Fr. 44.50

Cuisine and Empire - Cooking in World History : California Studies in Food and Culture 43

English · Paperback / Softback

Shipping usually within 3 to 5 weeks

Description

Read more

Rachel Laudan tells the remarkable story of the rise and fall of the worlds great cuisines - from the mastery of grain cooking some twenty thousand years ago, to the present - in this superbly researched book. Probing beneath the apparent confusion of dozens of cuisines to reveal the underlying simplicity of the culinary family tree, she shows how periodic seismic shifts in culinary philosophy - beliefs about health, the economy, politics, society and the gods - prompted the construction of new cuisines, a handful of which, chosen as the cuisines of empires, came to dominate the globe. Cuisine and Empire shows how merchants, missionaries, and the military took cuisines over mountains, oceans, deserts, and across political frontiers. Laudans innovative narrative treats cuisine, like language, clothing, or architecture, as something constructed by humans. By emphasizing how cooking turns farm products into food and by taking the globe rather than the nation as the stage, she challenges the agrarian, romantic, and nationalistic myths that underlie the contemporary food movement.

List of contents

List of Illustrations

List of Tables

Acknowledgments

Introduction

1. Mastering Grain Cookery, 20,000–300 B.C.E.

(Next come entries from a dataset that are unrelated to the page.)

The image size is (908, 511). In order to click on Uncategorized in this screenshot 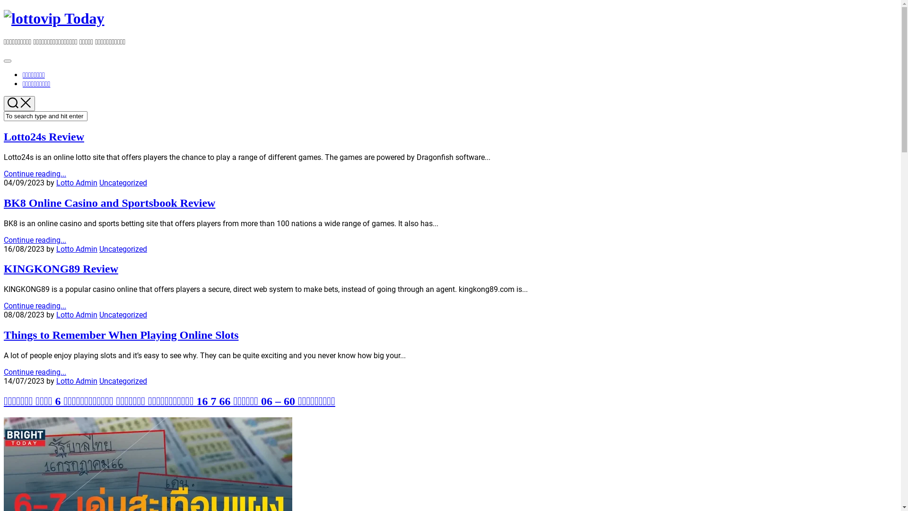, I will do `click(123, 183)`.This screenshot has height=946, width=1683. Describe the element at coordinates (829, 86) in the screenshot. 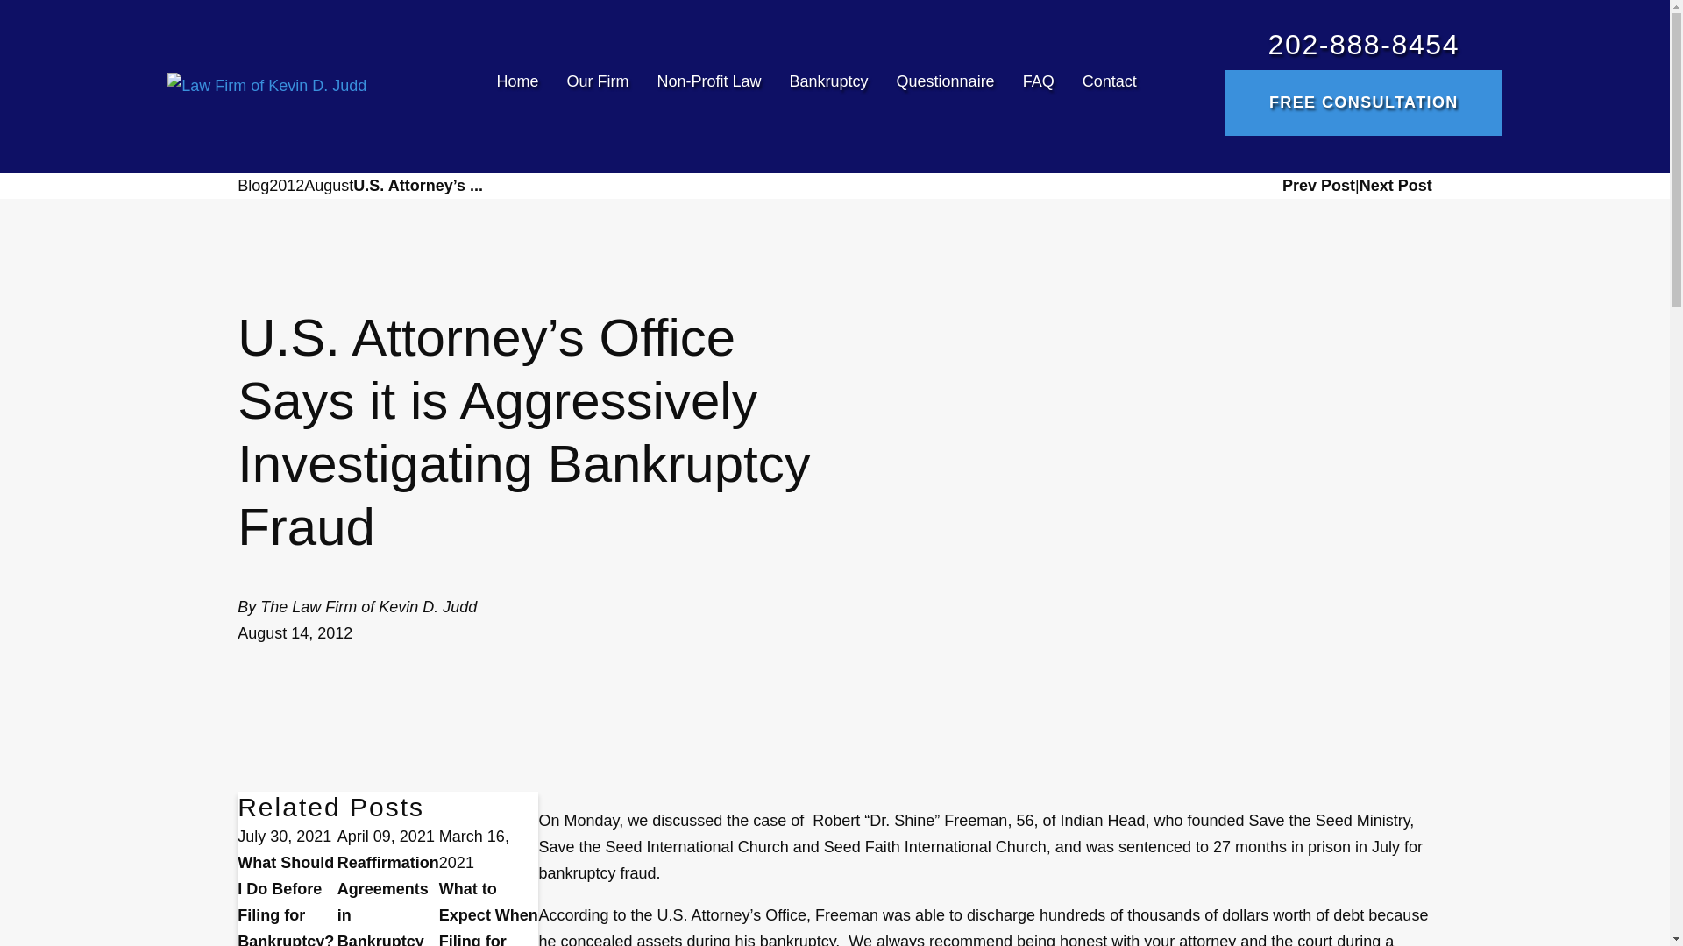

I see `Bankruptcy` at that location.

2. The Barley-Wheat Cuisines of the Ancient Empires, 500 B.C.E.–400 C.E.

3. Buddhist Cuisines, 260 B.C.E.–4800 C.E.

4. Islam Transforms the Cuisines of Central and West Asia, 800–1650 C.E.

5. Christianity Transforms the Cuisines of Europe and the Americas, 100–1650 C.E.

6. Prelude to Modern Cuisines: Northern Europe, 1650–1840

7. Modern Cuisines: The Expansion of Middling Cuisines, 1810–1920

8. Modern Cuisines: The Globalization of Middling Cuisines, 1920–2000

Notes

Bibliography

Index

About the author

Rachel Laudan is the prize-winning author of The Food of Paradise: Exploring Hawaii’s Culinary Heritage and a coeditor of the Oxford Companion to the History of Modern Science.

Summary

Probing beneath the apparent confusion of dozens of cuisines, this book shows how merchants, missionaries, and the military took cuisines over mountains, oceans, deserts, and across political frontiers. It emphasizes how cooking turns farm products into food.

Additional text

"Innovative narrative... Impressively detailed, extraordinarily well-written, deftly organized and presented. Cuisine and Empure: Cooking in World History is a seminal work of outstanding scholarship, remarkably informed and informative."

Report

"Magnificent . . . Some of Laudan's 'diffusion maps' of particular styles of cuisine are miniature masterpieces of cultural history." - TLS

Customer reviews

No reviews have been written for this item yet. Write the first review and be helpful to other users when they decide on a purchase.

Write a review

Thumbs up or thumbs down? Write your own review.

For messages to CeDe.ch please use the contact form.

The input fields marked * are obligatory

By submitting this form you agree to our data privacy statement.